Reputation: 26899
I'm writing a financial application form. Angular Schema Forms is perfect for the kind of flexibility I need to make the forms.
I'm having a bit of trouble getting my head around the concept of a schema, in particular: should a schema relate to a single form, or all the forms in an app?
I have many types of Financial Products that a user can apply for.... Checking Account, Savings Account, Car Insurance, House, Pet, Gadget Insurance. Many of the fields in the various forms are common to all: Name, Date of Birth, Address. Some are specific to one form or a couple of forms (Car Registration Number).
Should I have one all-encompassing schema which contains definitions for all of the possible fields in all of my forms, and add/override them in the Form definition object? Or should each form contain its own Schema? Or even each page in each form?
And if its either of the latter two - how do I prevent duplication? DRY!
Upvotes: 3
Views: 179
Reputation: 701
The Schema vs the UI Schema The way I think of it is that the Schema represents a view of your data model and the UI Schema represents an editable version of the view. Can you write a view that includes all of your fields in the database, yes, but I'm more likely to look at the specifics of what data I need.
In my projects I generate a JSON Schema for each product/service I provide customers and I used the json-refs library to allow me to pre-process json schema references ($ref) so that I can re-use definitions.
In my case I have an order schema which includes only order related data, customer address, order related dates, etc... that every order will need. I also have a product schema for each product. I then include the order and product into a combined schema with $ref. Each product can have multiple sections and attributes which I also re-use across products.
Now in your case it would seem like my solution would fit as our data is similar, however I do not know what your back end library is. That said the new alpha versions of Angular Schema Form support $ref using json-ref on the client side, but I would still look for a back end solution if your stack has a supporting library or you are using NodeJS and can use json-ref.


- **Problem statement**
Take each line below that has "axis" and copy it.

- **Given records**

——————————

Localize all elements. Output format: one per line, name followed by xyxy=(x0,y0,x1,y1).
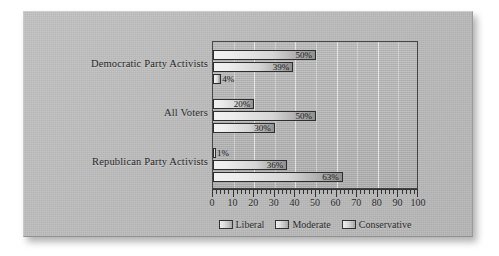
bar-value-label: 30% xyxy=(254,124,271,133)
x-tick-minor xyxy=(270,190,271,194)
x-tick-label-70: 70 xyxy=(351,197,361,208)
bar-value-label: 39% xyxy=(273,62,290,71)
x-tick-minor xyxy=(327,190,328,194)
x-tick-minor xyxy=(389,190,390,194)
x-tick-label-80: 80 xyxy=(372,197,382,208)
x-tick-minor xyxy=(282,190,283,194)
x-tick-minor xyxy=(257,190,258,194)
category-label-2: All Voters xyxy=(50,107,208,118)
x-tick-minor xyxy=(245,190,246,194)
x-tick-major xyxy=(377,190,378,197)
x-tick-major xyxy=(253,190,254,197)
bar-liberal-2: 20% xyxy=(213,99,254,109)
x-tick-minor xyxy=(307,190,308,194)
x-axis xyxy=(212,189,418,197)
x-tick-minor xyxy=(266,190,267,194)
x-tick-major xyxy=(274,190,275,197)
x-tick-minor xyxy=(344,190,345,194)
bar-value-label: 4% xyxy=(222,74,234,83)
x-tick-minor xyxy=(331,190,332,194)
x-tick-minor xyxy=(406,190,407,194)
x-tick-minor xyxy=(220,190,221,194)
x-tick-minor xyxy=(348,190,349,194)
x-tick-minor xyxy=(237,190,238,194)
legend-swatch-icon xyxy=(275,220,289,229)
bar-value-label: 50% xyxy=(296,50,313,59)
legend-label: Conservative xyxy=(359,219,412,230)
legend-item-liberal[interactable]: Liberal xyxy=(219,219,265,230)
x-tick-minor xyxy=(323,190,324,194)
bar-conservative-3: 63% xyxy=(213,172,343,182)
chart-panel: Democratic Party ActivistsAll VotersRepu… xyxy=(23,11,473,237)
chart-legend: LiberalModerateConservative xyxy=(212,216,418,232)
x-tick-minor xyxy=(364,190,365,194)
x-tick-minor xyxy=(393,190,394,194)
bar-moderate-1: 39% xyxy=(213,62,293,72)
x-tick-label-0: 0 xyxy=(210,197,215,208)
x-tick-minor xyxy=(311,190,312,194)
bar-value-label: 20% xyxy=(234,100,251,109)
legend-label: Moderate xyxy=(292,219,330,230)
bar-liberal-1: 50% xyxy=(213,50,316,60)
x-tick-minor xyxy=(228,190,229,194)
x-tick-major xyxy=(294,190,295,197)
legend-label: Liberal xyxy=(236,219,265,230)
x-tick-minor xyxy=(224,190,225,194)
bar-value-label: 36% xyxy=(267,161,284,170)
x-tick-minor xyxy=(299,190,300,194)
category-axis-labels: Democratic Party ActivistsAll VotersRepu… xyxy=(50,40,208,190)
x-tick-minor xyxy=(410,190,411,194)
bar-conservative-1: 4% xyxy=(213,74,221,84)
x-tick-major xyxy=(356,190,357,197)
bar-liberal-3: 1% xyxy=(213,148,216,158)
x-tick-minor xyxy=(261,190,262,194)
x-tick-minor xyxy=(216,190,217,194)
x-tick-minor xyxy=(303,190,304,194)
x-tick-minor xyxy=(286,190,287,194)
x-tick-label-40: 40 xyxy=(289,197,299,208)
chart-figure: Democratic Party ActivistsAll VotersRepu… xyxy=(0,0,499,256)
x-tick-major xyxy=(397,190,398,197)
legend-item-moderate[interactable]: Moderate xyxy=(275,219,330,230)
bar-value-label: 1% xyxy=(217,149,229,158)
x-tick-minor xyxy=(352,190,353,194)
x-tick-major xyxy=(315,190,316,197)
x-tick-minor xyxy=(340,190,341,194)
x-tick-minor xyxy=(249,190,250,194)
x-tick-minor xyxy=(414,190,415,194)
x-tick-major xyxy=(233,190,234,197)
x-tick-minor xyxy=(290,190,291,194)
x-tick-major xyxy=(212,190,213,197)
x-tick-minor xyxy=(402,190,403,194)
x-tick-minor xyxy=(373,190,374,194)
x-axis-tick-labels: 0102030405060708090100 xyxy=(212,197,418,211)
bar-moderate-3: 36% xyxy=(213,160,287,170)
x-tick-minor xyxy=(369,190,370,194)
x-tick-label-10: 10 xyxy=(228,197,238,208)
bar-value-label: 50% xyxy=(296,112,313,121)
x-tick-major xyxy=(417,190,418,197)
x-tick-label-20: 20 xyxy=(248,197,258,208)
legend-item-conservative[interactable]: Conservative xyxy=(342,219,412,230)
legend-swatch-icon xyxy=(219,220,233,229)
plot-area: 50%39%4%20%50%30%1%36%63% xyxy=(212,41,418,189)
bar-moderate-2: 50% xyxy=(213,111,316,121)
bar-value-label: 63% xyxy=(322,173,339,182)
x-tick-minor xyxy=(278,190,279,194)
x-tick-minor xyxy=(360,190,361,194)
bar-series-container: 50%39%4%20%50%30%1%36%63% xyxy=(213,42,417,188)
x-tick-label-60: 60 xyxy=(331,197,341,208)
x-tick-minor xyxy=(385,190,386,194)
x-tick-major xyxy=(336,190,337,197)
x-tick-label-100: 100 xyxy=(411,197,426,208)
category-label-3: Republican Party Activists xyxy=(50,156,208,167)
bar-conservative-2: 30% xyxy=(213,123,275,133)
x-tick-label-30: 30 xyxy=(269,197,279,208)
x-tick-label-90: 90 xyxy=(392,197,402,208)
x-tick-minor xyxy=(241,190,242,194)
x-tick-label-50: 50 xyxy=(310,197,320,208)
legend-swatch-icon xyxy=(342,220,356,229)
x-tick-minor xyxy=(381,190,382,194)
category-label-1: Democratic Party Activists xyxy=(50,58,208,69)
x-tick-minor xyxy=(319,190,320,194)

——————————

- **Answer below**
x-axis xyxy=(212,189,418,197)
category-axis-labels: Democratic Party ActivistsAll VotersRepu… xyxy=(50,40,208,190)
x-axis-tick-labels: 0102030405060708090100 xyxy=(212,197,418,211)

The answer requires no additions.